C, C , CCS The capacitors correspond to the b-e, b-c, and c-s junctions and are depletion capacitances.
r is very large (much layer than X ), re very small (we may neglect it) rc is large enough to be taken into account at large currents.
formed by there diffusion are reverse biased, then the layer is electrically isolated from the underlying material. The electrical parameter of the layer is the sheet resistance. L length ; W widh ; t thickness W R= L tW
t
(15)
If L = W
R=R =
(16)
R is the sheet resistance of the layer and has the units of ohms per square / ,
It is the resistance of any square sheet of material with thickness t. In bipolar ICs resistor structures includes base-diffused, emitter-diffused, ion-implanted pinch, epitaxial and pinched epitaxial resistors.
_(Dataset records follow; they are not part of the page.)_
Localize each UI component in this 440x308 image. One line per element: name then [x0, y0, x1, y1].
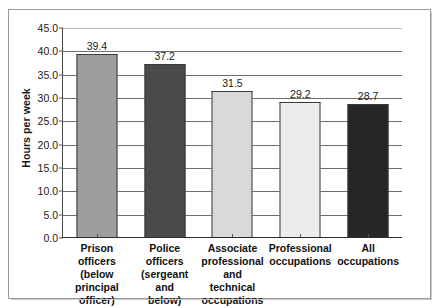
y-tick-label: 35.0 — [38, 69, 58, 81]
y-tick-label: 15.0 — [38, 162, 58, 174]
bar-slot: 31.5 — [199, 28, 267, 238]
y-tick-label: 40.0 — [38, 45, 58, 57]
bar-slot: 29.2 — [266, 28, 334, 238]
y-tick-label: 20.0 — [38, 139, 58, 151]
bar[interactable] — [76, 54, 117, 238]
category-label-line: and technical — [200, 268, 266, 294]
bar-value-label: 37.2 — [154, 50, 174, 62]
bar[interactable] — [280, 102, 321, 238]
bar-value-label: 39.4 — [87, 40, 107, 52]
plot-area: 45.040.035.030.025.020.015.010.05.00.0 3… — [63, 28, 402, 238]
category-label-line: occupations — [267, 255, 333, 268]
bar[interactable] — [212, 91, 253, 238]
category-label-line: All occupations — [335, 242, 401, 268]
y-tick-label: 45.0 — [38, 22, 58, 34]
bar-slot: 39.4 — [63, 28, 131, 238]
bar[interactable] — [348, 104, 389, 238]
bar-value-label: 29.2 — [290, 88, 310, 100]
x-axis-category-label: Prison officers(belowprincipalofficer) — [63, 242, 131, 307]
category-label-line: (below — [64, 268, 130, 281]
y-tick-label: 30.0 — [38, 92, 58, 104]
category-label-line: Prison officers — [64, 242, 130, 268]
bar-slot: 37.2 — [131, 28, 199, 238]
x-axis-category-labels: Prison officers(belowprincipalofficer)Po… — [63, 242, 402, 307]
category-label-line: principal — [64, 281, 130, 294]
chart-frame: Hours per week 45.040.035.030.025.020.01… — [8, 9, 431, 299]
x-axis-category-label: All occupations — [334, 242, 402, 307]
category-label-line: Police officers — [132, 242, 198, 268]
y-tick-label: 10.0 — [38, 185, 58, 197]
y-tick-label: 25.0 — [38, 115, 58, 127]
category-label-line: (sergeant and — [132, 268, 198, 294]
category-label-line: Associate — [200, 242, 266, 255]
plot-inner: 45.040.035.030.025.020.015.010.05.00.0 3… — [63, 28, 402, 238]
bar-value-label: 28.7 — [358, 90, 378, 102]
category-label-line: officer) — [64, 294, 130, 307]
bar-series: 39.437.231.529.228.7 — [63, 28, 402, 238]
x-axis-category-label: Professionaloccupations — [266, 242, 334, 307]
y-tick-label: 0.0 — [43, 232, 58, 244]
x-axis-line — [62, 237, 402, 238]
y-axis-title-label: Hours per week — [20, 88, 32, 168]
x-axis-category-label: Associateprofessionaland technicaloccupa… — [199, 242, 267, 307]
y-tick-label: 5.0 — [43, 209, 58, 221]
category-label-line: professional — [200, 255, 266, 268]
y-axis-title: Hours per week — [18, 28, 34, 228]
bar-slot: 28.7 — [334, 28, 402, 238]
x-axis-category-label: Police officers(sergeant andbelow) — [131, 242, 199, 307]
bar[interactable] — [144, 64, 185, 238]
bar-value-label: 31.5 — [222, 77, 242, 89]
category-label-line: Professional — [267, 242, 333, 255]
category-label-line: below) — [132, 294, 198, 307]
category-label-line: occupations — [200, 294, 266, 307]
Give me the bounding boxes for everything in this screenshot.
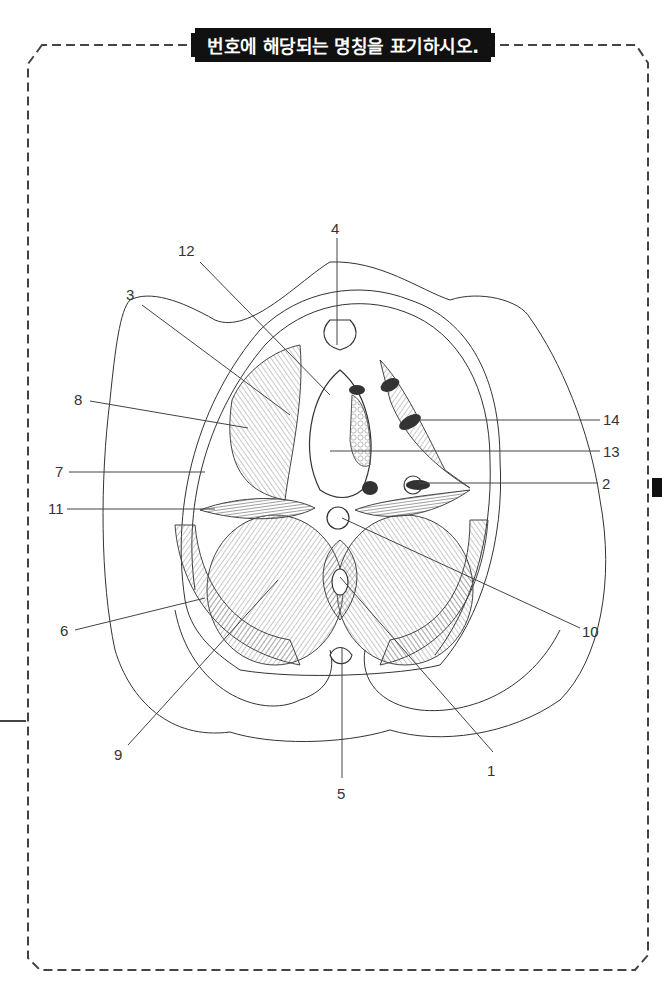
label-3: 3 [126,286,134,303]
label-7: 7 [55,463,63,480]
label-13: 13 [603,443,620,460]
label-5: 5 [337,785,345,802]
label-6: 6 [60,622,68,639]
label-2: 2 [602,475,610,492]
label-1: 1 [487,762,495,779]
label-4: 4 [331,220,339,237]
label-8: 8 [74,391,82,408]
label-12: 12 [178,242,195,259]
anatomy-diagram: 1 2 3 4 5 6 7 8 9 10 11 12 13 14 [0,0,662,985]
label-9: 9 [114,746,122,763]
label-11: 11 [48,500,64,517]
label-14: 14 [603,411,620,428]
label-10: 10 [582,623,599,640]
In MOS ICs resistors include diffused, polysilicon and well resistors.
Capacitors
Capacitance structures include MOS and junction capacitors. (see (7) and (8)) Capacitors play a much more important role in MOS technology than they do in bipolar technology. Because of the MOS infinite input resistance, MOS amps sense voltages stored continuously and nondestructively on capacitors. These one can be used to perform many functions traditionally performed by resistors. Capacitors have poly-poly, metal-poly, metal-silicon and silicon-silicon plates.